What you will do — Nothing but the lines from the one including "Find the location of a particular element. Image" through the last line of the entries, restated exactly, should appear in the answer; omit the pictures.

Data listing —
────────────────────────────────────────

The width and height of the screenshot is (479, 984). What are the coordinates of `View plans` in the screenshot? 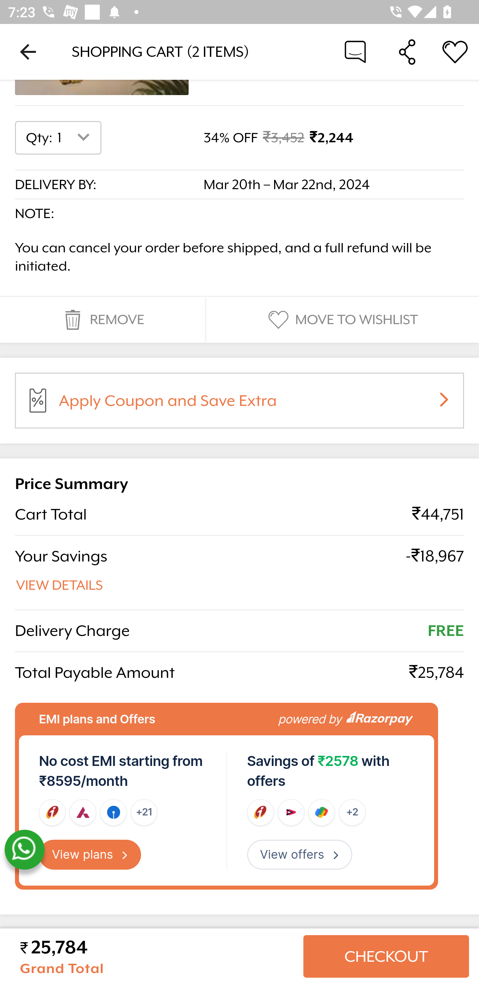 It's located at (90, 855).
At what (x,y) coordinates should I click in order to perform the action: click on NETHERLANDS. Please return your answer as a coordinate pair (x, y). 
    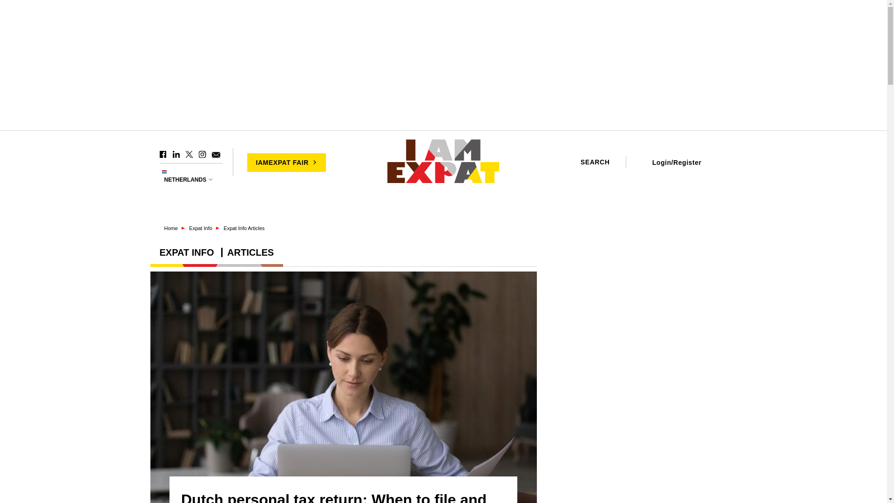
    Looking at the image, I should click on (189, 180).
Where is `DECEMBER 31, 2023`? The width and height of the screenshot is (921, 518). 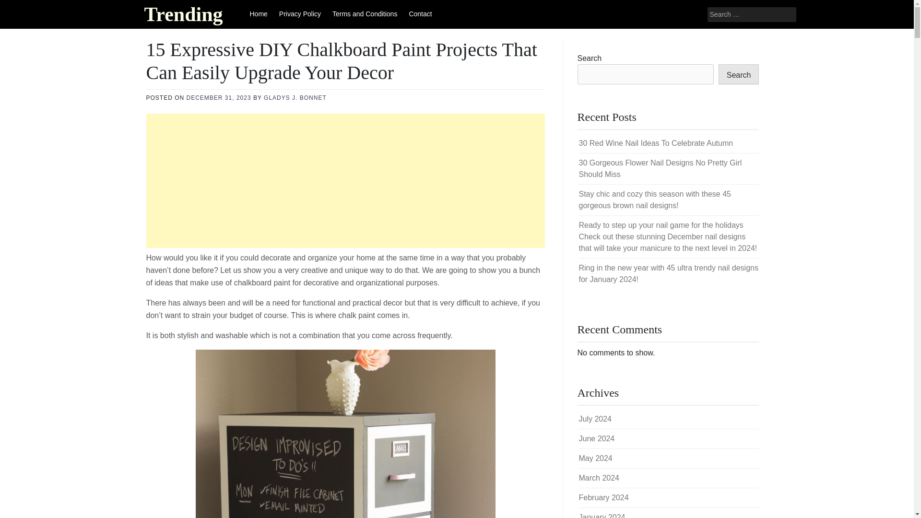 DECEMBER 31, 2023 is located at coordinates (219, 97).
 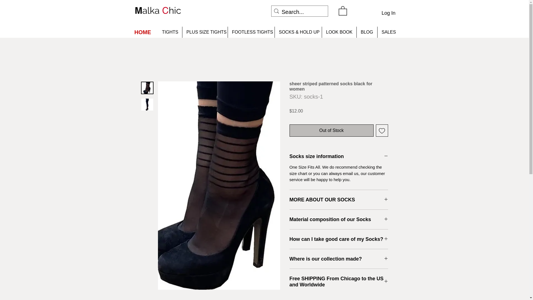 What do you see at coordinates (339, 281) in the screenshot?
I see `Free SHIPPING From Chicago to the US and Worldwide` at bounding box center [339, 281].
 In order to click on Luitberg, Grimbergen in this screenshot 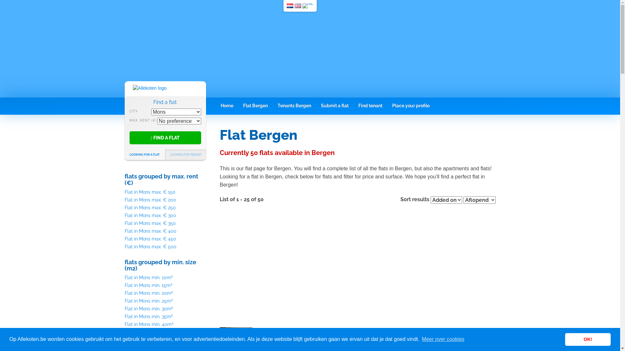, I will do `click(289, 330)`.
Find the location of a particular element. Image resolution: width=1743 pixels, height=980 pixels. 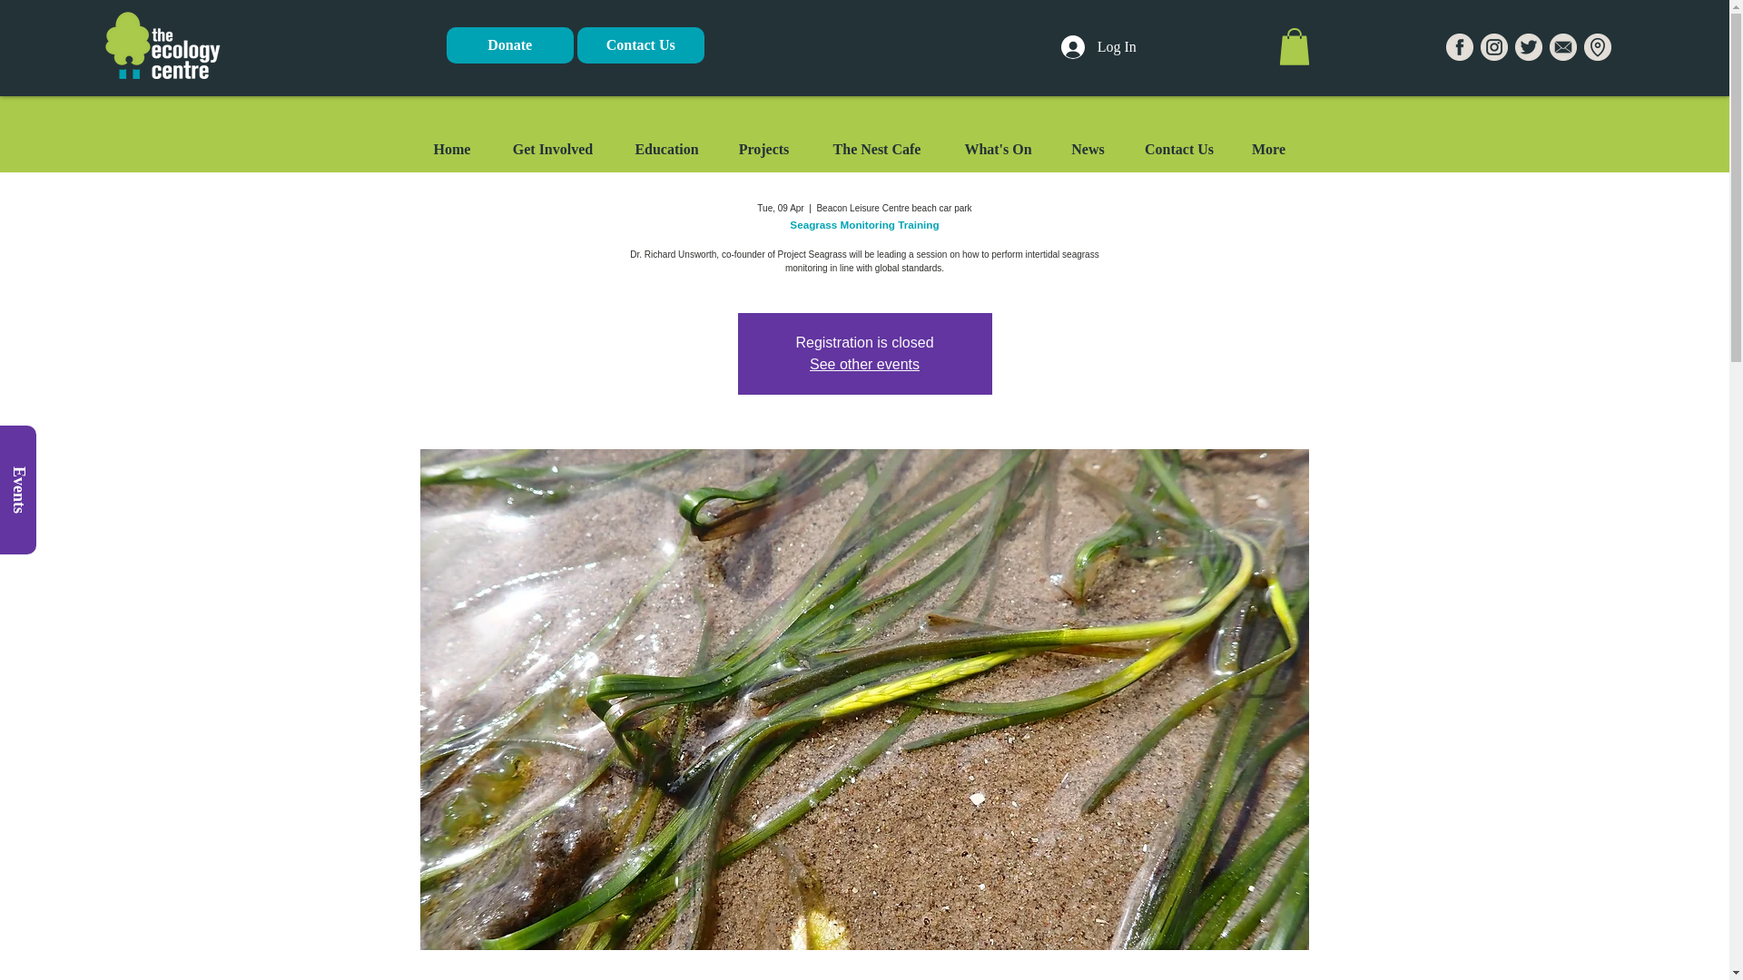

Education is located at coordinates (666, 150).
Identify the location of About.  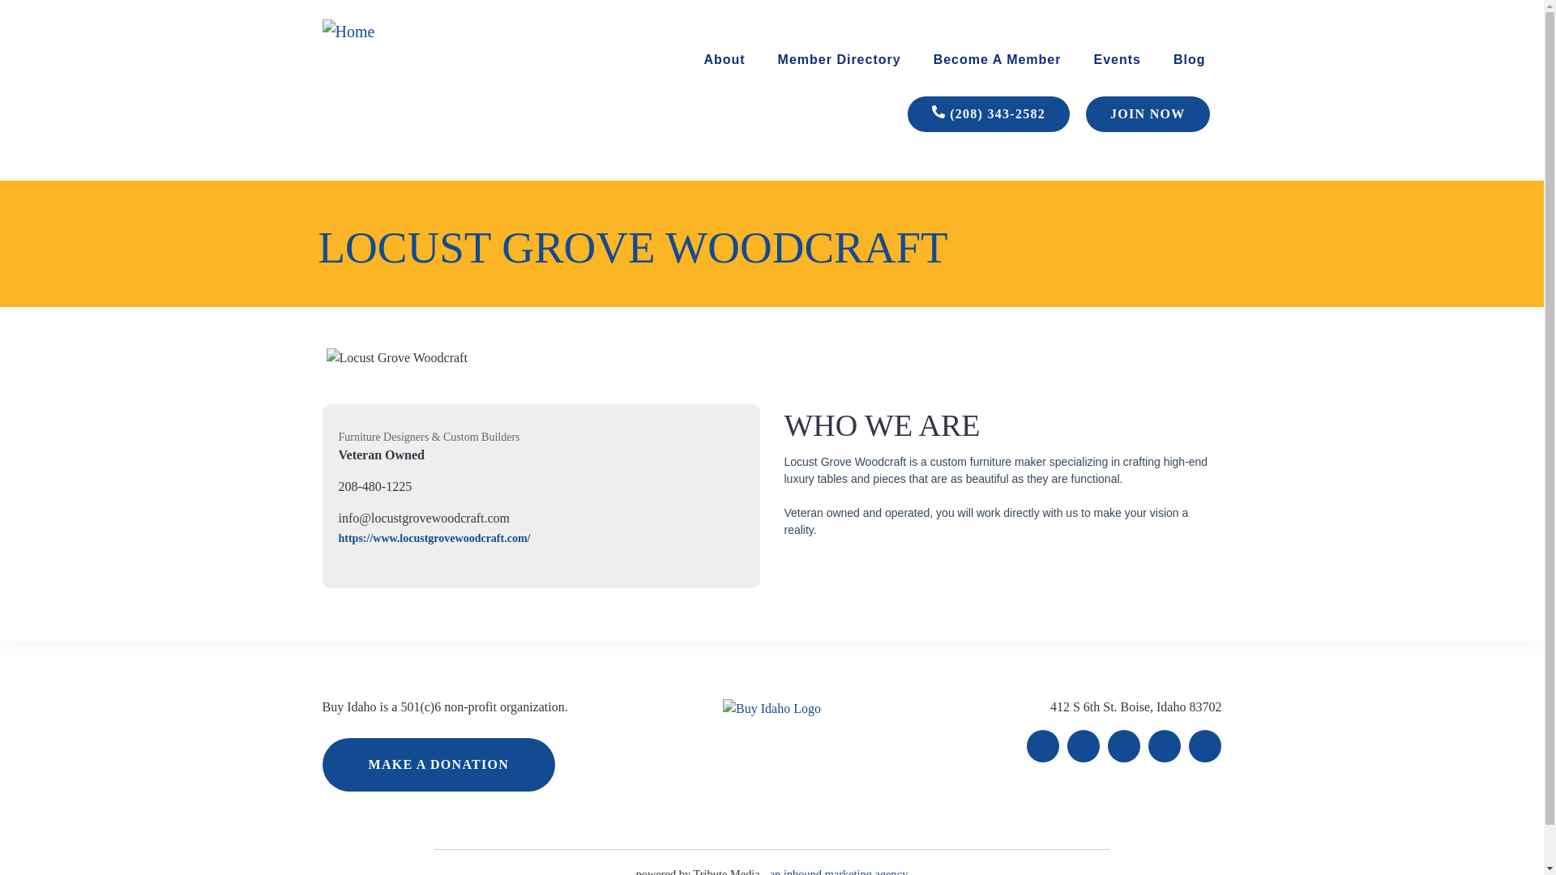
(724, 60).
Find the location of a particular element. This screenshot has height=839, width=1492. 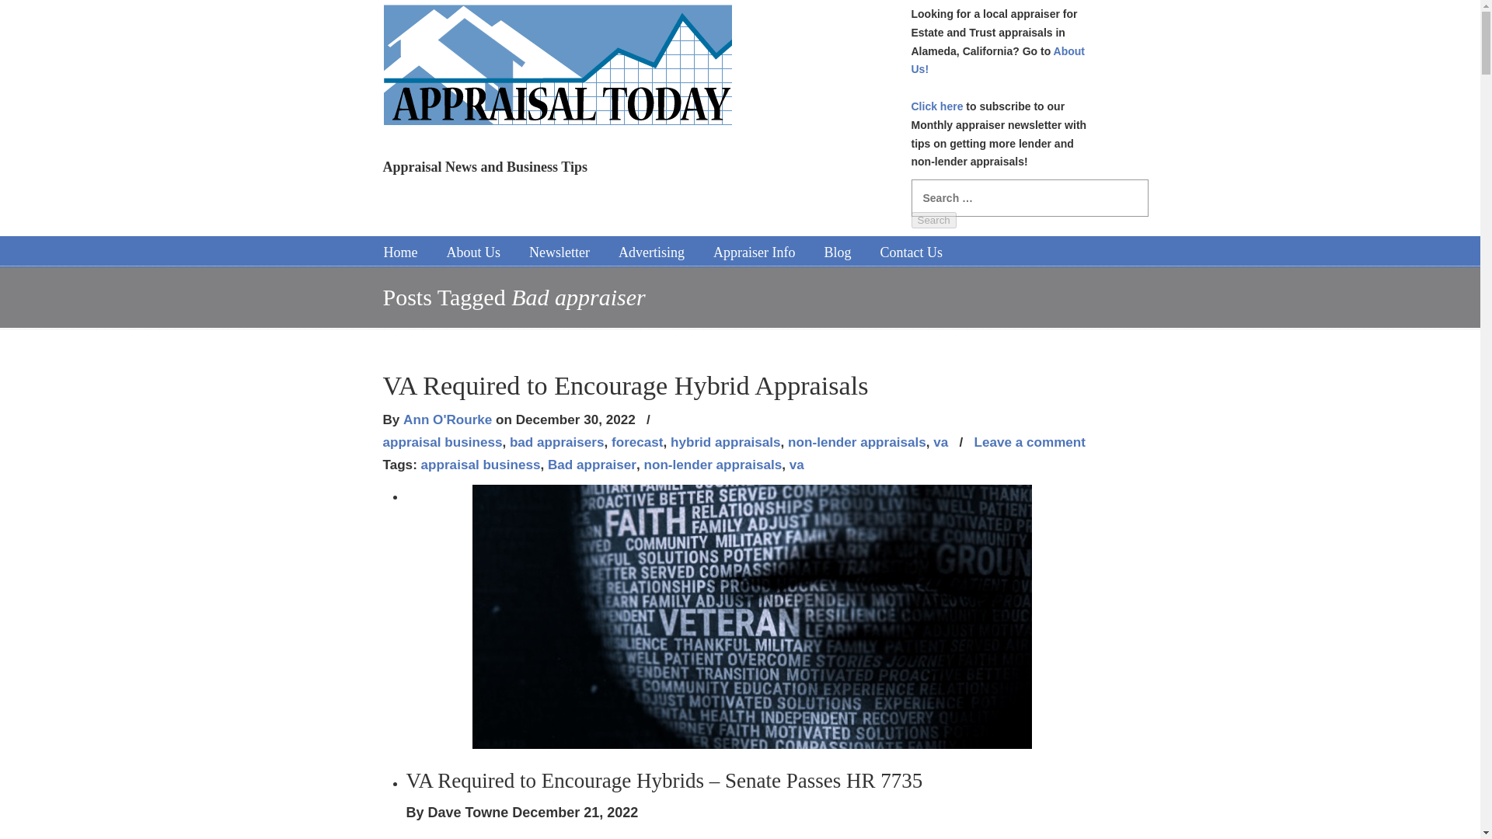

────────────────────────────────────────

Answer —
Find the location of a particular element. Image resolution: width=1743 pixels, height=980 pixels. 

Education is located at coordinates (666, 150).
Identify the location of About.  
(724, 60).
Find the location of a particular element. This screenshot has height=839, width=1492. 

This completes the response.